51˶

Blood Biomarker Distinguishes Parkinson's from MSA

— Alpha-synuclein levels in brain-derived exosomes highlight differences

MedpageToday

ATLANTA -- A blood test for exosomal alpha-synuclein distinguished Parkinson's disease from multiple system atrophy (MSA), two closely related synucleinopathies, with high accuracy in a pilot study, researchers reported here at the annual .

Blood samples showed that fractions of alpha-synuclein in neuronal and oligodendroglial exosomes were different enough to distinguish Parkinson's from MSA patients with 90% sensitivity and specificity, according to Gal Bitan, PhD, and Suman Dutta, PhD, both of the University of California Los Angeles, and colleagues.

"Biomarkers with such high diagnostic power usually require an invasive lumbar puncture or costly brain imaging," Bitan told 51˶. "Our methodology, which achieves high diagnostic accuracy using a blood test, can become widely accessible to neurologists everywhere without requiring patients to visit major medical centers."

Both Parkinson's disease (PD) and MSA are characterized by an abnormal deposition of alpha-synuclein aggregates in the brain. "It has long been known that the deposits are in different cell types," Bitan said. "In PD, Lewy bodies are deposited in neurons, whereas in MSA, glial cytoplasmic inclusions are found in oligodendrocytes."

While both Parkinson's and MSA are synucleinopathies, the diseases follow very different courses, noted Claire Henchcliffe, MD, DPhil, of Weill Cornell Medicine in New York, who was not involved with the study.

"Over time, MSA is much more aggressive and the prognosis is really different," Henchcliffe told 51˶. "But there is a lot of overlap in their clinical symptomatology and patients are at risk of being misdiagnosed."

In this study, the researchers measured total alpha-synuclein levels -- not just the abnormally aggregated form of the protein -- in exosomes from neurons and oligodendrocytes. They isolated exosomes, nano-sized vesicles shed by cells that carry proteins, lipids, and nucleic acids, from blood samples of 50 healthy controls, 50 Parkinson's disease patients, and 30 MSA patients.

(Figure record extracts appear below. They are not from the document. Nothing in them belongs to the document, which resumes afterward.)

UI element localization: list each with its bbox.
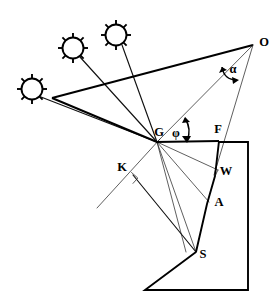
label-point-A: A bbox=[214, 195, 223, 209]
sun-middle bbox=[58, 33, 88, 63]
sun-right bbox=[101, 20, 131, 50]
diagram-canvas: O α G φ F W A S K bbox=[0, 0, 279, 307]
label-angle-phi: φ bbox=[172, 126, 180, 140]
label-point-S: S bbox=[200, 247, 207, 261]
diagram-background bbox=[0, 0, 279, 307]
label-point-G: G bbox=[154, 125, 164, 139]
geometry-diagram: O α G φ F W A S K bbox=[0, 0, 279, 307]
sun-left bbox=[17, 74, 47, 104]
label-angle-alpha: α bbox=[230, 62, 237, 76]
label-point-O: O bbox=[259, 35, 269, 49]
label-point-F: F bbox=[214, 122, 222, 136]
label-point-K: K bbox=[117, 160, 127, 174]
label-point-W: W bbox=[220, 164, 233, 178]
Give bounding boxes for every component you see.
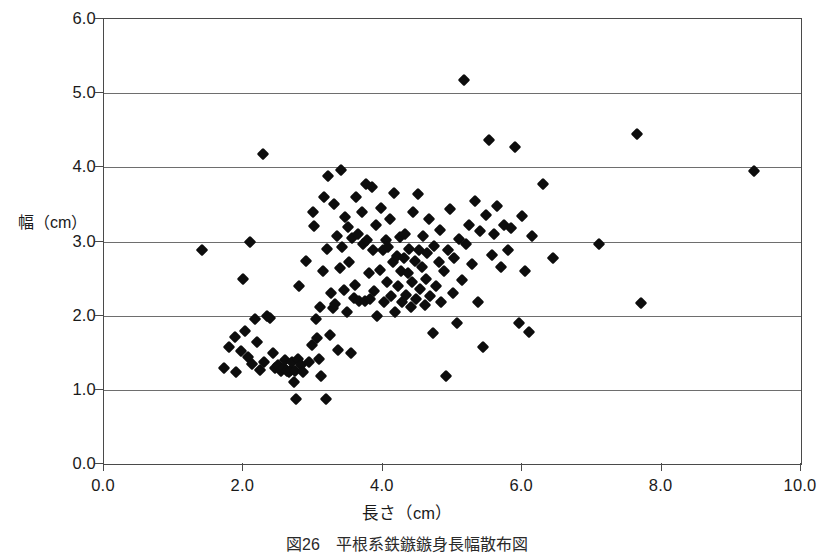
figure-caption: 図26 平根系鉄鏃鏃身長幅散布図 (0, 531, 814, 555)
data-point (460, 238, 473, 251)
y-tick-label: 1.0 (54, 381, 96, 398)
data-point (634, 297, 647, 310)
y-tick-mark (95, 166, 103, 167)
data-point (371, 309, 384, 322)
data-point (316, 265, 329, 278)
x-tick-mark (242, 463, 243, 471)
data-point (546, 251, 559, 264)
y-tick-label: 0.0 (54, 455, 96, 472)
gridline-y-2.0 (104, 316, 801, 317)
y-axis-title: 幅（cm） (18, 209, 87, 233)
data-point (328, 198, 341, 211)
gridline-y-5.0 (104, 93, 801, 94)
data-point (374, 263, 387, 276)
x-tick-label: 4.0 (347, 477, 417, 494)
data-point (307, 205, 320, 218)
data-point (466, 257, 479, 270)
data-point (337, 284, 350, 297)
x-tick-label: 0.0 (68, 477, 138, 494)
x-tick-label: 6.0 (486, 477, 556, 494)
data-point (300, 254, 313, 267)
data-point (308, 220, 321, 233)
data-point (257, 148, 270, 161)
y-axis-labels: 0.01.02.03.04.05.06.0 (48, 0, 96, 545)
data-point (407, 205, 420, 218)
data-point (420, 272, 433, 285)
data-point (477, 340, 490, 353)
data-point (482, 134, 495, 147)
x-tick-mark (661, 463, 662, 471)
data-point (488, 228, 501, 241)
data-point (332, 343, 345, 356)
data-point (230, 366, 243, 379)
x-tick-label: 10.0 (765, 477, 821, 494)
y-tick-label: 5.0 (54, 84, 96, 101)
data-point (369, 219, 382, 232)
data-point (434, 223, 447, 236)
plot-area (103, 18, 802, 465)
y-tick-label: 4.0 (54, 158, 96, 175)
data-point (427, 326, 440, 339)
data-point (443, 202, 456, 215)
data-point (450, 317, 463, 330)
x-tick-mark (521, 463, 522, 471)
data-point (293, 280, 306, 293)
data-point (411, 188, 424, 201)
data-point (315, 370, 328, 383)
data-point (349, 278, 362, 291)
data-point (195, 243, 208, 256)
data-point (516, 210, 529, 223)
data-point (485, 248, 498, 261)
data-point (513, 317, 526, 330)
data-point (237, 272, 250, 285)
data-point (344, 346, 357, 359)
data-point (480, 208, 493, 221)
gridline-y-1.0 (104, 390, 801, 391)
x-tick-label: 8.0 (626, 477, 696, 494)
x-axis-title: 長さ（cm） (0, 500, 814, 524)
data-point (335, 163, 348, 176)
data-point (446, 287, 459, 300)
x-tick-mark (800, 463, 801, 471)
data-point (526, 229, 539, 242)
data-point (290, 392, 303, 405)
data-point (319, 393, 332, 406)
data-point (491, 200, 504, 213)
x-tick-label: 2.0 (207, 477, 277, 494)
data-point (471, 296, 484, 309)
data-point (457, 73, 470, 86)
data-point (495, 260, 508, 273)
y-tick-mark (95, 463, 103, 464)
data-point (439, 370, 452, 383)
data-point (631, 128, 644, 141)
data-point (592, 237, 605, 250)
y-tick-mark (95, 18, 103, 19)
data-point (383, 213, 396, 226)
data-point (266, 346, 279, 359)
data-point (356, 205, 369, 218)
data-point (251, 336, 264, 349)
gridline-y-4.0 (104, 167, 801, 168)
data-point (422, 213, 435, 226)
data-point (350, 191, 363, 204)
data-point (417, 229, 430, 242)
data-point (322, 170, 335, 183)
y-tick-label: 6.0 (54, 10, 96, 27)
gridline-y-3.0 (104, 242, 801, 243)
data-point (456, 274, 469, 287)
y-tick-mark (95, 315, 103, 316)
data-point (375, 202, 388, 215)
data-point (321, 243, 334, 256)
y-tick-mark (95, 241, 103, 242)
data-point (523, 326, 536, 339)
data-point (244, 235, 257, 248)
y-tick-mark (95, 389, 103, 390)
data-point (502, 244, 515, 257)
data-point (537, 178, 550, 191)
data-point (435, 296, 448, 309)
data-point (336, 241, 349, 254)
data-point (310, 312, 323, 325)
data-point (323, 329, 336, 342)
y-tick-label: 3.0 (54, 232, 96, 249)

"We expected to find high levels of alpha-synuclein only in neuronal exosomes, not in oligodendrocytic exosomes, from patients with PD and the opposite in exosomes from patients with MSA," Bitan said. "Surprisingly, we found that in both diseases, the levels were much higher than in healthy, age-matched individuals, and that the levels in MSA were significantly higher than those in PD in both cell types."

Only in exosome levels were these differences apparent: "We measured the alpha-synuclein levels directly in the blood and there was no difference at all among the healthy control, PD, and MSA groups, demonstrating that the measurement in the exosomes is crucial for this test to be successful," Bitan said.

The key to distinguishing successfully between Parkinson's and MSA was measuring alpha-synuclein levels in exosomes from both cell types, he pointed out: "The average total levels in each cell type were significantly different between the Parkinson and MSA groups, but there was still quite a lot of overlap between the groups and the separation between them, based on each cell type alone, was moderate. Only when we combined them into one biomarker, the groups separated with high sensitivity and specificity."

This study by Bitan's group is novel in two ways, Henchcliffe observed. First, the researchers found a way to distinguish the source of alpha-synuclein they measured, whether from neurons or oligodendroglia.

Second, they chose to examine alpha-synuclein in exosomes. "We are still in the very early days of figuring out what exosomes do," Henchcliffe said. "It's been thought in the past that they were full of trash and really didn't have a specific function. But more recently, it seems they are really important in cell-to-cell signaling."

If this research points toward something that can be developed into a sensitive diagnostic test, it could help patients avoid months or years of uncertainty, she added. "A really robust diagnostic test like this could help recruitment in clinical trials, too."

Disclosures

The work was supported by the Team Parkinson/Parkinson Alliance, the UCLA American Parkinson's Disease Association Center, and the MSA Coalition. Bitan reported no conflicts of interest.

Primary Source

American Neurological Association

Dutta S, et al “Alpha-synuclein in brain-derived blood exosomes distinguishes multiple system atrophy from Parkinson’s disease” ANA 2018; Abstract M216.